When she quit in August 2017, she told her bosses she was going back to university to study creative writing. She has since published an  essay at Medium and a satirical novel, The Big Disruption.

The Big Disruption Book Cover From the essay:

“You can’t buy up a big bookstore and then a big diaper store and a big pet supply store and, finally, a big grocery store, national newspaper, and rocket ship and then act surprised when people start wondering if maybe you’re a bit too powerful.” Jessica Powell, “Why I Left My Big Fancy Tech Job and Wrote a Book” at Medium

The Big Disruption is satire, the publisher (Medium) assures us:

Something is fishy at Anahata—and it’s not just the giant squid that serves as a mascot for the world’s largest tech company.
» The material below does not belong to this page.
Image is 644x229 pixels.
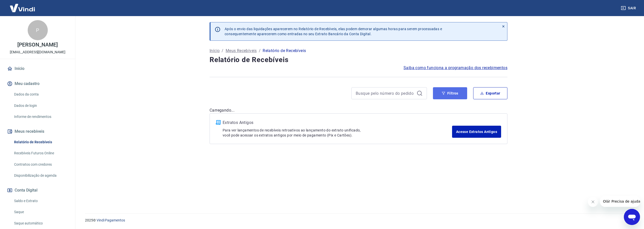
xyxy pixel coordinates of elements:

A prince in exile is working as a product manager. The sales guys are battling with the engineers. The female employees are the unwitting subjects of a wild social experiment. The VPs are plotting against each other. And the yoga-loving, sex-obsessed CEO is rumored to be planning a moon colony, sending his investors into a tizzy. Is it all downhill from here? Or is this just the beginning of a bold new phase in Anahata’s quest for global domination?

From a review:

… like others who have recently left the comfortable confines of big tech — for instance, the founders of WhatsApp or the activists behind the Center for Humane Technology — Ms. Powell has been liberated to offer a detailed and critical perspective of a cloistered industry. Her book’s subtitle explains how it should be read: “A Totally Fictional but Essentially True Silicon Valley Story.”

It’s the essentially true bit that gets attention. Farhad Manjoo, “Silicon Valley’s Keystone Problem: ‘A Monoculture of Thought’” at New York Times

From an excerpt, courtesy Wired, “A Prince Goes on a High-tech Job Interview”:

“Arsyen Aimo?” the recruiter read from a sheet of paper.

Prince Arsyen, Arsyen silently corrected him. More.

The proceeds from the book go to development groups:

Powell is donating the proceeds from her collaboration with Medium to #YesWeCode, an organization dedicated to helping underrepresented groups access opportunities and achieve success in the tech sector, and to Book Trust, which helps children in low-income areas build their own home library.